4. Context Window Overflow

Error: This model's maximum context length is 128000 tokens. However, your messages resulted in 134521 tokens.

This happens when your context packing does not account for the system prompt, conversation history, and generation headroom. Always calculate your token budget as: model_max - system_prompt_tokens - history_tokens - generation_max_tokens - safety_margin. A common mistake is packing context to the model's full limit and leaving no room for the response.

5. Low Retrieval Quality for Acronyms and Codes

Embedding models struggle with domain-specific acronyms, error codes, and short identifiers. "ECONNREFUSED" and "connection refused" may have low cosine similarity despite meaning the same thing. Hybrid retrieval addresses this — the keyword search component catches exact string matches that semantic search misses. Additionally, consider adding an acronym expansion step during both ingestion and query time.

Best Practices

  • Chunk with overlap: Always use 10-15% overlap between chunks to preserve context across boundaries. Chunks without overlap lose critical information at the edges.

  • Over-retrieve, then rerank: Retrieve 3-4x more candidates than you need, then use a cross-encoder reranker to select the final set. This consistently outperforms top-k retrieval alone by 15-25% on relevance metrics.

  • Build an evaluation set from day one: Collect query-answer pairs with known correct source documents. Even 50 pairs give you a regression test. Without evaluation data, you are optimizing blind.

  • Separate your ingestion and query infrastructure: Ingestion is write-heavy, bursty, and can tolerate latency. Queries need consistent low latency. Use async job queues for ingestion and read replicas for query serving.

  • Set relevance thresholds and fail gracefully: It is better to say "I don't know" than to generate a hallucinated answer.

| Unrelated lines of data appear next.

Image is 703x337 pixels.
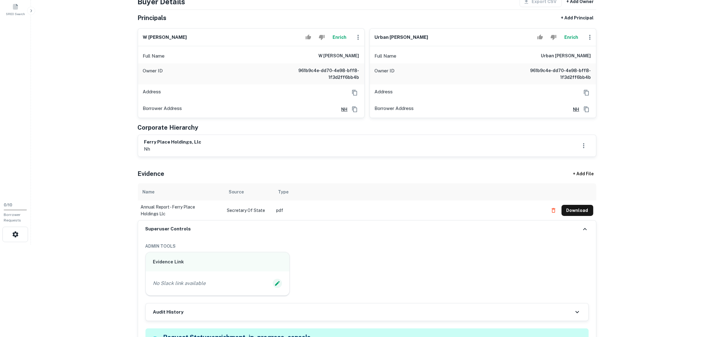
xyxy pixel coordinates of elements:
div: scrollable content [138,183,596,220]
button: Copy Address [350,105,359,114]
a: SREO Search [2,1,29,18]
th: Source [224,183,273,201]
span: 0 / 10 [4,203,12,207]
div: + Add File [562,168,605,180]
span: Borrower Requests [4,213,21,222]
h6: urban [PERSON_NAME] [375,34,428,41]
td: pdf [273,201,545,220]
button: Enrich [561,31,581,43]
p: Address [375,88,393,97]
td: Secretary of State [224,201,273,220]
button: Copy Address [582,105,591,114]
button: Reject [316,31,327,43]
h6: 961b9c4e-dd70-4e98-bff8-1f3d2ff6bb4b [517,67,591,81]
p: Owner ID [143,67,163,81]
td: annual report - ferry place holdings llc [138,201,224,220]
h6: 961b9c4e-dd70-4e98-bff8-1f3d2ff6bb4b [285,67,359,81]
h5: Principals [138,13,167,22]
div: Type [278,188,289,196]
iframe: Chat Widget [672,288,703,317]
div: Source [229,188,244,196]
button: + Add Principal [558,12,596,23]
h6: Audit History [153,309,184,316]
h6: w [PERSON_NAME] [319,52,359,60]
a: NH [336,106,347,113]
button: Copy Address [582,88,591,97]
h6: ferry place holdings, llc [144,139,201,146]
th: Type [273,183,545,201]
h6: urban [PERSON_NAME] [541,52,591,60]
h6: Superuser Controls [145,225,191,233]
button: Reject [548,31,558,43]
button: Download [561,205,593,216]
button: Edit Slack Link [273,279,282,288]
p: Full Name [143,52,165,60]
button: Delete file [548,205,559,215]
h5: Evidence [138,169,164,178]
p: Owner ID [375,67,395,81]
th: Name [138,183,224,201]
p: nh [144,145,201,153]
a: NH [568,106,579,113]
button: Copy Address [350,88,359,97]
p: Address [143,88,161,97]
h5: Corporate Hierarchy [138,123,198,132]
p: Borrower Address [375,105,414,114]
p: Full Name [375,52,396,60]
button: Accept [534,31,545,43]
p: Borrower Address [143,105,182,114]
h6: Evidence Link [153,258,282,266]
h6: ADMIN TOOLS [145,243,588,250]
span: SREO Search [6,11,25,16]
h6: w [PERSON_NAME] [143,34,187,41]
p: No Slack link available [153,280,206,287]
div: Name [143,188,155,196]
button: Enrich [330,31,349,43]
button: Accept [303,31,314,43]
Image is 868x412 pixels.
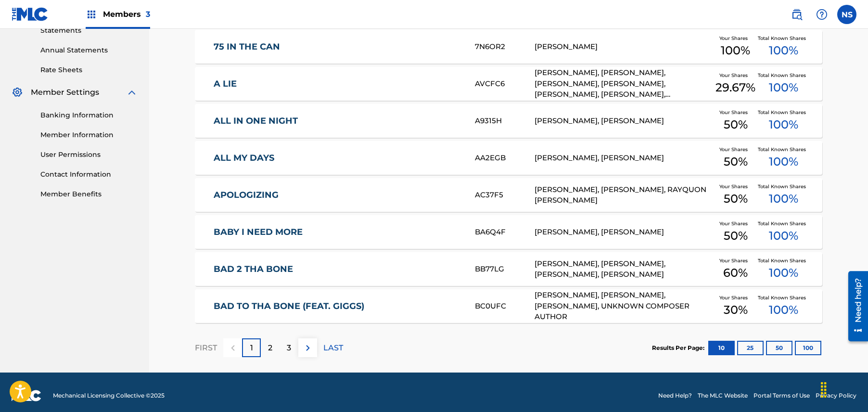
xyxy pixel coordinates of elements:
[475,42,535,53] div: 7N6OR2
[769,42,798,59] span: 100 %
[31,86,99,98] span: Member Settings
[213,264,462,275] a: BAD 2 THA BONE
[535,258,714,280] div: [PERSON_NAME], [PERSON_NAME], [PERSON_NAME], [PERSON_NAME]
[535,115,714,126] div: [PERSON_NAME], [PERSON_NAME]
[213,115,462,126] a: ALL IN ONE NIGHT
[719,72,751,79] span: Your Shares
[126,86,137,98] img: expand
[769,153,798,170] span: 100 %
[41,46,137,55] a: Annual Statements
[11,7,49,21] img: MLC Logo
[841,267,868,345] iframe: Resource Center
[769,227,798,245] span: 100 %
[535,153,714,164] div: [PERSON_NAME], [PERSON_NAME]
[658,391,692,400] a: Need Help?
[475,227,535,238] div: BA6Q4F
[698,391,747,400] a: The MLC Website
[723,302,747,318] span: 30 %
[766,341,792,355] button: 50
[475,115,535,126] div: A9315H
[475,153,535,164] div: AA2EGB
[475,190,535,201] div: AC37F5
[475,264,535,275] div: BB77LG
[719,34,751,42] span: Your Shares
[719,257,751,264] span: Your Shares
[816,9,827,20] img: help
[719,294,751,302] span: Your Shares
[213,301,462,312] a: BAD TO THA BONE (FEAT. GIGGS)
[41,150,137,160] a: User Permissions
[287,342,291,354] p: 3
[11,86,23,98] img: Member Settings
[213,227,462,238] a: BABY I NEED MORE
[41,190,137,199] a: Member Benefits
[723,153,747,170] span: 50 %
[737,341,763,355] button: 25
[535,185,714,206] div: [PERSON_NAME], [PERSON_NAME], RAYQUON [PERSON_NAME]
[812,5,831,24] div: Help
[820,366,868,412] iframe: Chat Widget
[213,78,462,90] a: A LIE
[213,190,462,201] a: APOLOGIZING
[794,341,822,355] button: 100
[758,146,810,153] span: Total Known Shares
[723,264,747,282] span: 60 %
[715,79,755,96] span: 29.67 %
[652,344,707,353] p: Results Per Page:
[754,391,810,400] a: Portal Terms of Use
[103,9,150,20] span: Members
[475,78,535,90] div: AVCFC6
[708,341,735,355] button: 10
[758,34,810,42] span: Total Known Shares
[769,264,798,282] span: 100 %
[791,9,802,20] img: search
[302,342,313,354] img: right
[758,72,810,79] span: Total Known Shares
[723,227,747,245] span: 50 %
[769,79,798,96] span: 100 %
[145,10,150,18] span: 3
[41,65,137,75] a: Rate Sheets
[769,116,798,134] span: 100 %
[719,183,751,190] span: Your Shares
[535,290,714,322] div: [PERSON_NAME], [PERSON_NAME], [PERSON_NAME], UNKNOWN COMPOSER AUTHOR
[719,146,751,153] span: Your Shares
[41,110,137,120] a: Banking Information
[213,42,462,53] a: 75 IN THE CAN
[535,227,714,238] div: [PERSON_NAME], [PERSON_NAME]
[41,26,137,36] a: Statements
[86,9,98,20] img: Top Rightsholders
[250,342,253,354] p: 1
[769,190,798,207] span: 100 %
[195,342,217,354] p: FIRST
[787,5,806,24] a: Public Search
[324,342,343,354] p: LAST
[475,301,535,312] div: BC0UFC
[769,302,798,318] span: 100 %
[723,116,747,134] span: 50 %
[758,183,810,190] span: Total Known Shares
[816,376,831,405] div: Drag
[758,109,810,116] span: Total Known Shares
[535,42,714,53] div: [PERSON_NAME]
[758,220,810,227] span: Total Known Shares
[41,130,137,140] a: Member Information
[719,109,751,116] span: Your Shares
[213,153,462,164] a: ALL MY DAYS
[41,170,137,180] a: Contact Information
[758,257,810,264] span: Total Known Shares
[53,391,165,400] span: Mechanical Licensing Collective © 2025
[758,294,810,302] span: Total Known Shares
[268,342,273,354] p: 2
[723,190,747,207] span: 50 %
[721,42,750,59] span: 100 %
[815,391,856,400] a: Privacy Policy
[837,5,856,24] div: User Menu
[719,220,751,227] span: Your Shares
[535,67,714,100] div: [PERSON_NAME], [PERSON_NAME], [PERSON_NAME], [PERSON_NAME], [PERSON_NAME], [PERSON_NAME], [PERSON...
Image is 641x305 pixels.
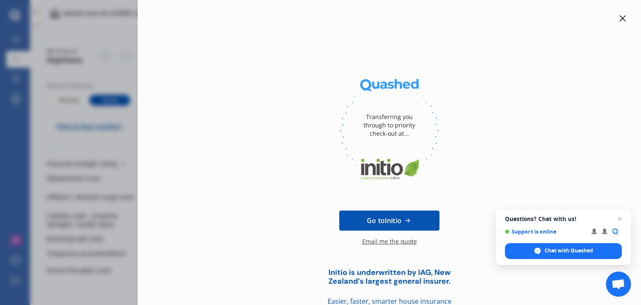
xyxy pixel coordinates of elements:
[339,210,440,230] a: Go toInitio
[298,268,481,286] div: Initio is underwritten by IAG, New Zealand’s largest general insurer.
[606,271,631,296] div: Open chat
[362,237,417,254] div: Email me the quote
[367,215,402,225] span: Go to Initio
[505,228,586,235] span: Support is online
[545,247,593,254] span: Chat with Quashed
[615,214,625,224] span: Close chat
[505,215,622,222] span: Questions? Chat with us!
[340,150,439,188] img: Initio.webp
[356,100,423,150] div: Transferring you through to priority check-out at...
[505,243,622,259] div: Chat with Quashed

Tune your relevance threshold on your evaluation set and monitor the guardrail trigger rate.

  • Cache embeddings aggressively: The same query embedded twice produces the same vector. Cache embeddings for at least an hour. For popular queries, cache the entire response with a shorter TTL.

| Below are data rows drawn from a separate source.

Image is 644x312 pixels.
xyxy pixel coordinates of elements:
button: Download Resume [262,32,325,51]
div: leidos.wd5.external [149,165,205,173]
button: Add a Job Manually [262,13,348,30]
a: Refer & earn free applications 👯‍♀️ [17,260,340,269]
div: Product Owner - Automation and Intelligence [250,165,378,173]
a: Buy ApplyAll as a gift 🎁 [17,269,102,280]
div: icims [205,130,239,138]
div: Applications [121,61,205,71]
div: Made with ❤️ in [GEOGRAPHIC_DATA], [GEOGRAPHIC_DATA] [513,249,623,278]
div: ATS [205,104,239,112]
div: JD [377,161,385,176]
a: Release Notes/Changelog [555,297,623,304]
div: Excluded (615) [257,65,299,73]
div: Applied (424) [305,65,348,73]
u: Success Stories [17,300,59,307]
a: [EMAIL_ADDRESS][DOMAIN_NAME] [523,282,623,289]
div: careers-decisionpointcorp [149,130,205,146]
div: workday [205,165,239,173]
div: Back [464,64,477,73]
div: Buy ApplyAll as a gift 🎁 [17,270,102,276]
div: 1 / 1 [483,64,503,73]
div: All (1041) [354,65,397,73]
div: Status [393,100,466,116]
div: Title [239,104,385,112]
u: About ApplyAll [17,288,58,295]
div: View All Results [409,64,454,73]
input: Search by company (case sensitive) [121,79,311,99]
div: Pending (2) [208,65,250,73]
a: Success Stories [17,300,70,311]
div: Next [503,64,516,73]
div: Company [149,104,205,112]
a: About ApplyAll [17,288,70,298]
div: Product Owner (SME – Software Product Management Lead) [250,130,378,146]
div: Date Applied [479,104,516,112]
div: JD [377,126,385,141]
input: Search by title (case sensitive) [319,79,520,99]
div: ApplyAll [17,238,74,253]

  • Monitor retrieval scores, not just uptime: A RAG system can be "up" while producing terrible answers. Track average relevance scores, groundedness, citation rates, and user feedback over time.

  • Version your chunking and embedding strategies: When you change how documents are chunked or which embedding model you use, re-embed everything. Mixing chunks from different strategies in the same table produces unpredictable retrieval quality.

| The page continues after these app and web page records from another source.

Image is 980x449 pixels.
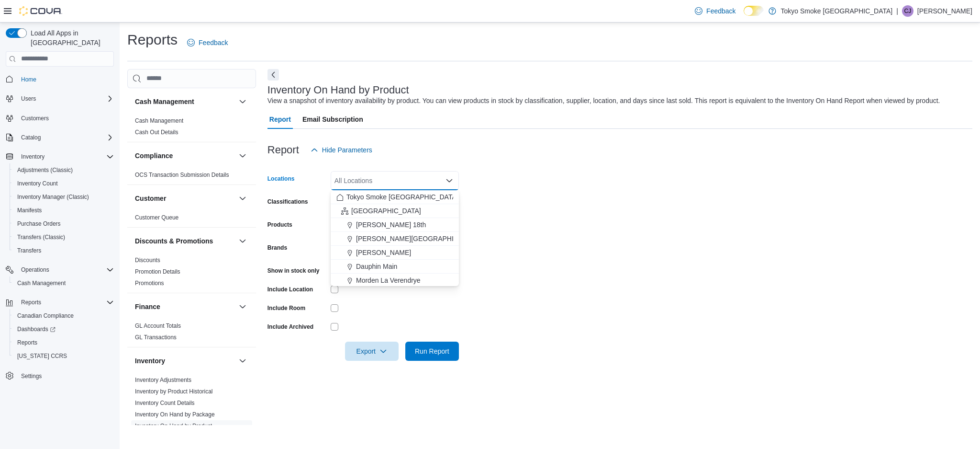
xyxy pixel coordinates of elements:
[17,93,114,104] span: Users
[135,117,183,124] span: Cash Management
[135,150,235,160] button: Compliance
[267,285,313,293] label: Include Location
[27,28,114,48] span: Load All Apps in [GEOGRAPHIC_DATA]
[135,193,235,203] button: Customer
[17,74,40,86] a: Home
[19,7,62,16] img: Cova
[135,423,212,429] a: Inventory On Hand by Product
[135,422,212,429] span: Inventory On Hand by Product
[135,400,195,406] a: Inventory Count Details
[267,220,293,229] label: Products
[13,245,114,256] span: Transfers
[135,302,235,311] button: Finance
[267,175,295,183] label: Locations
[183,33,232,52] a: Feedback
[331,260,459,273] button: Dauphin Main
[13,350,114,362] span: Washington CCRS
[127,115,256,141] div: Cash Management
[13,310,114,322] span: Canadian Compliance
[17,312,74,319] span: Canadian Compliance
[21,372,42,380] span: Settings
[356,220,426,229] span: [PERSON_NAME] 18th
[691,2,740,21] a: Feedback
[17,264,114,275] span: Operations
[267,144,299,155] h3: Report
[135,334,177,340] a: GL Transactions
[17,193,89,201] span: Inventory Manager (Classic)
[446,177,453,184] button: Close list of options
[135,128,178,136] span: Cash Out Details
[17,132,44,143] button: Catalog
[331,218,459,232] button: [PERSON_NAME] 18th
[2,111,118,125] button: Customers
[17,113,53,124] a: Customers
[237,95,248,107] button: Cash Management
[17,296,45,308] button: Reports
[2,131,118,144] button: Catalog
[135,193,166,203] h3: Customer
[17,150,49,162] button: Inventory
[267,322,313,331] label: Include Archived
[17,325,56,333] span: Dashboards
[17,220,61,228] span: Purchase Orders
[127,169,256,184] div: Compliance
[13,191,114,202] span: Inventory Manager (Classic)
[135,279,164,287] span: Promotions
[17,93,39,104] button: Users
[303,109,363,129] span: Email Subscription
[10,177,118,190] button: Inventory Count
[135,150,173,160] h3: Compliance
[135,236,235,246] button: Discounts & Promotions
[127,254,256,293] div: Discounts & Promotions
[10,336,118,349] button: Reports
[345,341,399,360] button: Export
[17,179,58,187] span: Inventory Count
[135,267,180,275] span: Promotion Details
[17,73,114,86] span: Home
[415,346,450,356] span: Run Report
[135,97,194,106] h3: Cash Management
[267,95,941,106] div: View a snapshot of inventory availability by product. You can view products in stock by classific...
[13,191,93,202] a: Inventory Manager (Classic)
[21,266,49,273] span: Operations
[10,190,118,203] button: Inventory Manager (Classic)
[13,336,41,348] a: Reports
[135,129,178,136] a: Cash Out Details
[13,350,71,362] a: [US_STATE] CCRS
[135,322,181,330] span: GL Account Totals
[135,377,192,383] a: Inventory Adjustments
[2,295,118,309] button: Reports
[918,5,973,16] p: [PERSON_NAME]
[17,206,42,214] span: Manifests
[351,206,421,215] span: [GEOGRAPHIC_DATA]
[13,231,114,243] span: Transfers (Classic)
[10,217,118,230] button: Purchase Orders
[199,38,228,48] span: Feedback
[10,203,118,217] button: Manifests
[331,190,459,204] button: Tokyo Smoke [GEOGRAPHIC_DATA]
[10,243,118,257] button: Transfers
[135,356,165,365] h3: Inventory
[13,323,114,335] span: Dashboards
[135,118,183,124] a: Cash Management
[13,164,114,176] span: Adjustments (Classic)
[135,376,192,383] span: Inventory Adjustments
[13,231,69,243] a: Transfers (Classic)
[135,302,160,311] h3: Finance
[135,257,160,263] a: Discounts
[896,5,899,16] p: |
[2,150,118,164] button: Inventory
[135,214,178,221] span: Customer Queue
[13,205,114,216] span: Manifests
[10,230,118,243] button: Transfers (Classic)
[331,204,459,218] button: [GEOGRAPHIC_DATA]
[17,112,114,124] span: Customers
[237,354,248,366] button: Inventory
[356,234,481,243] span: [PERSON_NAME][GEOGRAPHIC_DATA]
[13,310,77,322] a: Canadian Compliance
[267,243,287,252] label: Brands
[6,68,114,407] nav: Complex example
[135,214,178,220] a: Customer Queue
[135,387,213,395] span: Inventory by Product Historical
[21,114,49,122] span: Customers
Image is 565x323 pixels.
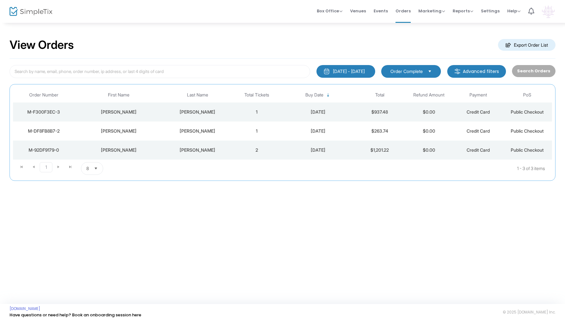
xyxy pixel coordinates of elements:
span: Reports [453,8,473,14]
button: Select [91,163,100,175]
a: [DOMAIN_NAME] [10,306,40,311]
span: Public Checkout [511,147,544,153]
span: PoS [523,92,532,98]
div: 8/1/2025 [283,147,354,153]
span: Public Checkout [511,109,544,115]
td: 2 [232,141,281,160]
span: © 2025 [DOMAIN_NAME] Inc. [503,310,556,315]
span: Last Name [187,92,208,98]
th: Total Tickets [232,88,281,103]
div: Nick [76,109,162,115]
span: Buy Date [305,92,324,98]
img: filter [454,68,461,75]
td: $0.00 [405,141,454,160]
div: Corirossi [165,109,231,115]
td: 1 [232,122,281,141]
td: $0.00 [405,122,454,141]
kendo-pager-info: 1 - 3 of 3 items [166,162,545,175]
button: [DATE] - [DATE] [317,65,375,78]
span: Credit Card [467,128,490,134]
img: monthly [324,68,330,75]
td: 1 [232,103,281,122]
td: $937.48 [355,103,405,122]
m-button: Export Order List [498,39,556,51]
span: Payment [470,92,487,98]
div: 8/18/2025 [283,109,354,115]
div: sam [76,147,162,153]
h2: View Orders [10,38,74,52]
span: Marketing [418,8,445,14]
span: Orders [396,3,411,19]
span: Order Number [29,92,58,98]
span: Public Checkout [511,128,544,134]
span: Events [374,3,388,19]
span: Credit Card [467,109,490,115]
div: lavalleur [165,147,231,153]
span: Settings [481,3,500,19]
span: Credit Card [467,147,490,153]
span: Order Complete [391,68,423,75]
span: Venues [350,3,366,19]
th: Refund Amount [405,88,454,103]
span: 8 [86,165,89,172]
div: [DATE] - [DATE] [333,68,365,75]
button: Select [425,68,434,75]
th: Total [355,88,405,103]
div: 8/4/2025 [283,128,354,134]
span: Sortable [326,93,331,98]
m-button: Advanced filters [447,65,506,78]
div: Data table [13,88,552,160]
div: Jerry [76,128,162,134]
input: Search by name, email, phone, order number, ip address, or last 4 digits of card [10,65,310,78]
a: Have questions or need help? Book an onboarding session here [10,312,141,318]
td: $1,201.22 [355,141,405,160]
div: M-DF8FB8B7-2 [15,128,73,134]
td: $263.74 [355,122,405,141]
div: Maxwell [165,128,231,134]
span: Page 1 [40,162,52,172]
td: $0.00 [405,103,454,122]
span: Box Office [317,8,343,14]
span: Help [507,8,521,14]
div: M-92DF9179-0 [15,147,73,153]
div: M-F300F3EC-3 [15,109,73,115]
span: First Name [108,92,130,98]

  • Use query rewriting for multi-turn conversations: Follow-up questions lack context. Rewrite them into standalone queries before retrieval. This is cheap (use a small model) and dramatically improves multi-turn accuracy.

  • Design for observability from the start: Log every RAG pipeline stage — query, rewritten query, retrieval scores, reranker scores, context tokens used, generation tokens, citations, latency breakdown. You will need this data to debug quality issues.